The words settled over her like a cloak warmer than any wool.

She did not thank him because the gratitude rose too high in her chest and would have choked her. Instead, she nodded once in a small, almost fierce acknowledgment.

“Good night, Your Grace,” she said.

“Good night, Lady Gwendoline.”

She slipped out into the dark, her feet sure on the path. The passage behind the houses took her back the way she had come, the familiar shadows closing around her. She should have been afraid. Instead, she found herself smiling.

The smile surfaced again and again as she moved, unbidden and impossible to suppress.

Perhaps Victor was not the cold, unfeeling wretch the gossips whispered about. Perhaps they just spoke of the mask he wore to keep people from creeping too near.

She knew him to be arrogant, exacting, and cold as everyone did. But she also knew him to be gentle, thoughtful, and unexpectedly patient. It was that contrast that warmed her in a very dangerous way.

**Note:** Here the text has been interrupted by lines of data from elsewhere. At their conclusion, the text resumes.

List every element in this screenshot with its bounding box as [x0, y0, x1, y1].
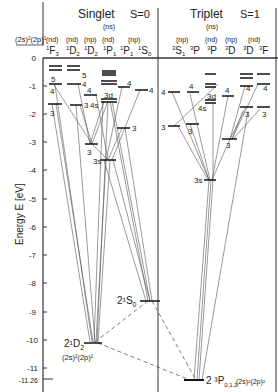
svg-text:(np): (np) [176, 36, 188, 44]
svg-text:3F: 3F [259, 45, 268, 56]
svg-text:4s: 4s [198, 104, 206, 113]
svg-text:-7: -7 [29, 251, 37, 260]
svg-text:1F3: 1F3 [46, 45, 59, 57]
svg-text:3P: 3P [207, 45, 217, 56]
transition-lines [52, 84, 260, 380]
svg-text:(ns): (ns) [103, 23, 115, 31]
svg-text:(nd): (nd) [248, 36, 260, 44]
term-labels: 1F3 1D2 1D2 1P1 1P1 1S0 3S1 3P 3P 3D 3D … [46, 45, 268, 57]
svg-text:(nd): (nd) [102, 36, 114, 44]
svg-text:3S1: 3S1 [172, 45, 186, 57]
svg-text:3s: 3s [93, 157, 101, 166]
svg-text:1S0: 1S0 [138, 45, 152, 57]
svg-text:3: 3 [245, 110, 250, 119]
svg-text:(ns): (ns) [206, 23, 218, 31]
svg-text:-5: -5 [29, 195, 37, 204]
svg-text:3: 3 [262, 110, 267, 119]
svg-text:4s: 4s [90, 101, 98, 110]
svg-text:-9: -9 [29, 308, 37, 317]
svg-text:4: 4 [189, 82, 194, 91]
ground-config-label: (2s)²(2p)¹ [15, 35, 47, 44]
svg-text:4: 4 [149, 86, 154, 95]
svg-text:3D: 3D [243, 45, 254, 56]
svg-text:-11: -11 [27, 364, 39, 373]
svg-text:-8: -8 [29, 279, 37, 288]
svg-text:-4: -4 [29, 166, 37, 175]
svg-text:(nd): (nd) [46, 36, 58, 44]
svg-text:3: 3 [132, 124, 137, 133]
svg-text:4: 4 [161, 88, 166, 97]
svg-text:4: 4 [263, 84, 268, 93]
svg-text:4: 4 [225, 86, 230, 95]
svg-text:4: 4 [246, 84, 251, 93]
svg-text:(np): (np) [128, 36, 140, 44]
level-2-3P-label: 2 ³P0,1,2 [206, 375, 238, 388]
svg-text:-11.26: -11.26 [19, 377, 38, 384]
level-2-1D2-config: (2s)²(2p)² [62, 353, 94, 362]
svg-text:(np): (np) [84, 36, 96, 44]
svg-text:5: 5 [82, 71, 87, 80]
svg-text:3d: 3d [104, 91, 113, 100]
svg-text:(nd): (nd) [66, 36, 78, 44]
svg-text:3: 3 [50, 109, 55, 118]
intercombination-lines [95, 301, 196, 380]
svg-text:-10: -10 [26, 336, 38, 345]
svg-text:0: 0 [32, 54, 37, 63]
triplet-spin: S=1 [240, 8, 260, 20]
grotrian-diagram: Singlet S=0 Triplet S=1 (2s)²(2p)¹ (nd) … [0, 0, 278, 392]
svg-text:1D2: 1D2 [84, 45, 99, 57]
svg-text:1P1: 1P1 [103, 45, 117, 57]
svg-text:3: 3 [87, 148, 92, 157]
svg-text:-6: -6 [29, 223, 37, 232]
svg-text:-2: -2 [29, 110, 37, 119]
svg-text:3: 3 [84, 101, 89, 110]
svg-text:3: 3 [188, 127, 193, 136]
svg-text:-3: -3 [29, 138, 37, 147]
svg-text:3: 3 [161, 123, 166, 132]
svg-text:4: 4 [50, 87, 55, 96]
svg-text:3P: 3P [190, 45, 200, 56]
svg-text:3s: 3s [194, 176, 202, 185]
singlet-spin: S=0 [130, 8, 150, 20]
svg-text:4: 4 [127, 79, 132, 88]
orbital-labels: (nd) (nd) (np) (ns) (nd) (np) (np) (ns) … [46, 23, 260, 44]
level-2-1S0-label: 2¹S0 [117, 295, 137, 308]
level-2-1D2-label: 2¹D2 [64, 338, 84, 351]
svg-text:5: 5 [51, 75, 56, 84]
svg-text:(np): (np) [225, 36, 237, 44]
y-axis-label: Energy E [eV] [14, 183, 25, 245]
level-2-3P-config: (2s)²(2p)² [236, 378, 266, 386]
svg-text:1P1: 1P1 [120, 45, 134, 57]
svg-text:3: 3 [226, 141, 231, 150]
energy-levels [48, 66, 270, 380]
singlet-title: Singlet [78, 7, 115, 21]
frame [16, 2, 278, 392]
svg-text:(nd): (nd) [205, 36, 217, 44]
svg-text:3D: 3D [225, 45, 236, 56]
svg-text:1D2: 1D2 [66, 45, 81, 57]
svg-text:-1: -1 [29, 82, 37, 91]
svg-text:3d: 3d [207, 92, 216, 101]
svg-text:4: 4 [87, 86, 92, 95]
triplet-title: Triplet [190, 7, 224, 21]
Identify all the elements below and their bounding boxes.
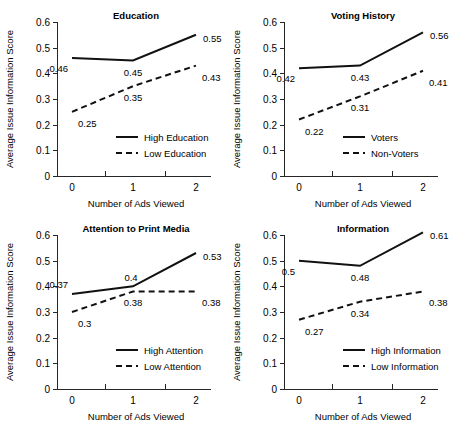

She reached the servants’ entrance of Fenwick House and slipped inside. The corridor was dark. No one was lurking nearby. Her heart finally began to calm.

She paused at the foot of the back stairs, one hand on the banister, and let herself think clearly for the first time since his mouth had met her own.

She did not want to stop meeting him.

Whatever lay ahead, whether nunnery or flight, she knew there would be precious little sweetness in it. So, if these nights were the last pleasure she would ever know in this world, she would take them.